Bashar Al-Assad
Bashar Al-AssadReuters

Syria's former political intelligence chief Rustom Ghazaleh has died after being fired for a quarrel with another regime official in which he was beaten up, a source close to his family said Friday, according to AFP.

Ghazaleh, an ex-stalwart of President Bashar Al-Assad's regime, had been in hospital since the dispute with another intelligence official early in March.

"He died at 7:00 a.m. today (Friday) in a Damascus hospital and will be buried tomorrow in the capital," the source said, speaking on condition of anonymity.

At the beginning of March, Assad fired both Ghazaleh and General Rafiq Shehadeh, head of military intelligence, after they quarrelled.

The two men had a violent argument over Ghazaleh's involvement in the southern front of the conflict in Syria, a high-ranking security source told AFP at the time.

Ghazaleh was replaced by his former deputy, Nazih Hassoun, with Mohamed Mahalla taking over as military intelligence chief, the source said.

He had reportedly been seeking greater involvement in the battle against rebels in the southern province of Daraa, where he was born.

But Shehadeh "was categorically opposed to him taking part in the battle" in the area by regime forces backed by Lebanon's Shiite Hezbollah movement, the source said, according to AFP.

"A violent disagreement erupted and Shehadeh's men beat up Ghazaleh badly," the source said.

Ghazaleh was briefly hospitalized after the incident but was readmitted later on suffering complications related to hypertension.

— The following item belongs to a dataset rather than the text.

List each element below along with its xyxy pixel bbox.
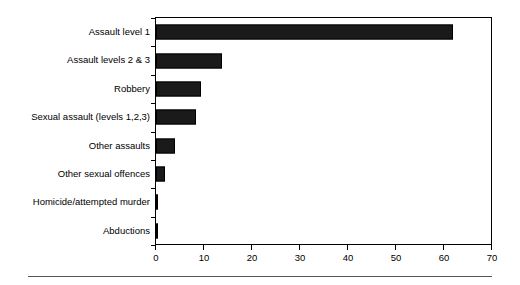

Ghazaleh and Shehadeh both took their posts in July 2012, after being promoted following a bombing that killed four top regime figures.

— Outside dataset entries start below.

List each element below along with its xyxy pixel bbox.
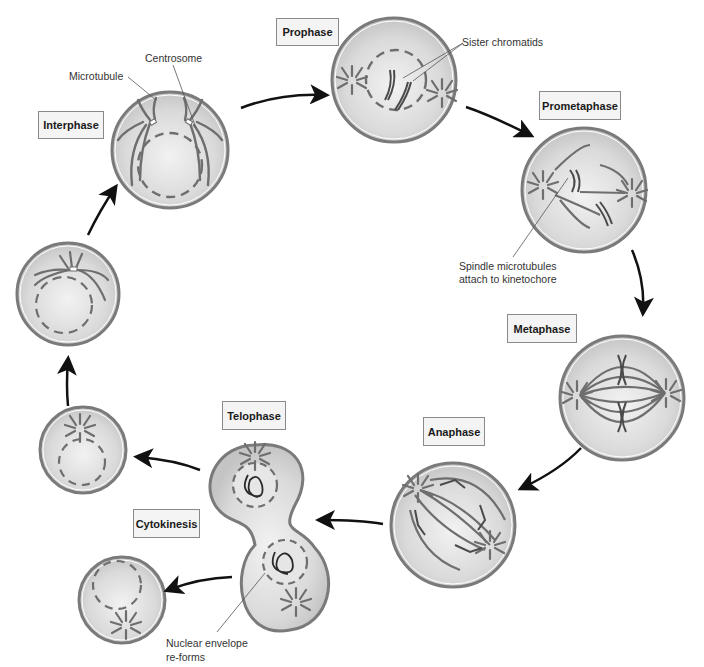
label-metaphase: Metaphase <box>507 314 577 343</box>
annotation-microtubule: Microtubule <box>69 70 123 83</box>
daughter-cell-growing <box>17 243 119 345</box>
metaphase-cell <box>560 336 684 460</box>
label-telophase: Telophase <box>222 401 286 430</box>
prophase-cell <box>332 18 457 142</box>
interphase-cell <box>112 92 228 208</box>
arrow-prophase-to-prometaphase <box>466 107 530 135</box>
label-cytokinesis: Cytokinesis <box>133 509 200 538</box>
arrow-to-interphase <box>88 188 115 235</box>
arrow-daughter-grow <box>67 360 68 406</box>
telophase-cell <box>210 442 329 631</box>
label-prophase: Prophase <box>276 18 339 46</box>
label-prometaphase: Prometaphase <box>539 91 621 120</box>
arrow-metaphase-to-anaphase <box>522 448 581 488</box>
annotation-nuclear-line2: re-forms <box>166 651 205 664</box>
label-interphase: Interphase <box>38 111 104 139</box>
prometaphase-cell <box>522 128 647 252</box>
annotation-spindle-line2: attach to kinetochore <box>459 273 556 286</box>
annotation-centrosome: Centrosome <box>145 52 202 65</box>
arrow-prometaphase-to-metaphase <box>632 250 643 312</box>
arrow-anaphase-to-telophase <box>320 520 383 524</box>
annotation-spindle-line1: Spindle microtubules <box>459 260 556 273</box>
cytokinesis-daughter-cell <box>79 557 165 643</box>
arrow-telophase-to-cytokinesis <box>168 577 232 590</box>
label-anaphase: Anaphase <box>423 417 485 446</box>
arrow-telophase-to-daughter <box>138 457 200 470</box>
annotation-sister-chromatids: Sister chromatids <box>462 36 543 49</box>
anaphase-cell <box>391 463 515 587</box>
annotation-nuclear-line1: Nuclear envelope <box>166 637 248 650</box>
arrow-interphase-to-prophase <box>241 95 325 108</box>
daughter-cell-small <box>40 407 126 493</box>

Shehadeh was previously head of military intelligence in central Homs province, an early bastion of the opposition to Assad's regime.

Ghazaleh was previously head of military security in Damascus. In 2002, he was named head of Syrian military intelligence in Lebanon, where he was accused of intervening extensively in the country's political affairs.

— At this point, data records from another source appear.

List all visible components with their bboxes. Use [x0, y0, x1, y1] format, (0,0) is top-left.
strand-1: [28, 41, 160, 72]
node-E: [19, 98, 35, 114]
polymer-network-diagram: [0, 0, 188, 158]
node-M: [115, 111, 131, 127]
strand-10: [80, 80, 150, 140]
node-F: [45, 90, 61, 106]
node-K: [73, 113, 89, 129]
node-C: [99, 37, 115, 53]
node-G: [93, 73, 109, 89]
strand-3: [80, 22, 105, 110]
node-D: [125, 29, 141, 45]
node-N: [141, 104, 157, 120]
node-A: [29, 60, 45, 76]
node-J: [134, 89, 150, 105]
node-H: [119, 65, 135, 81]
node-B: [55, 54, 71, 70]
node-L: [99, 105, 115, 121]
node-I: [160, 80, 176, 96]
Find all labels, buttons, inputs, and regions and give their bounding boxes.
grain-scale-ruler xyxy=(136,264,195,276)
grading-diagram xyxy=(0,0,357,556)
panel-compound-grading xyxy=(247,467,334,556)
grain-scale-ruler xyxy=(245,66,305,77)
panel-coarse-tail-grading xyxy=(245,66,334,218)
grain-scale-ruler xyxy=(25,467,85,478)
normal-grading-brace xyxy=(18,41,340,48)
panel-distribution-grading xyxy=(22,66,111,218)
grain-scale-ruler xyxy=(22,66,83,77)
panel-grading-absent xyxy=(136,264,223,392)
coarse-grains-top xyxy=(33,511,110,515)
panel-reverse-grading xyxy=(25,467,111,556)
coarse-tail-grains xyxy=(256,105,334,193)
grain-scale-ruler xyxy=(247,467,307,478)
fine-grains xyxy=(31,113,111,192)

He was also frequently named by witnesses as a suspect in the planning of the 2005 assassination of Lebanon's former premier Rafiq Hariri, though he was not indicted by the international tribunal prosecuting the murder.

(Arutz Sheva’s North American desk is keeping you updated until the start of Shabbat in New York. The time posted automatically on all Arutz Sheva articles, however, is Israeli time.)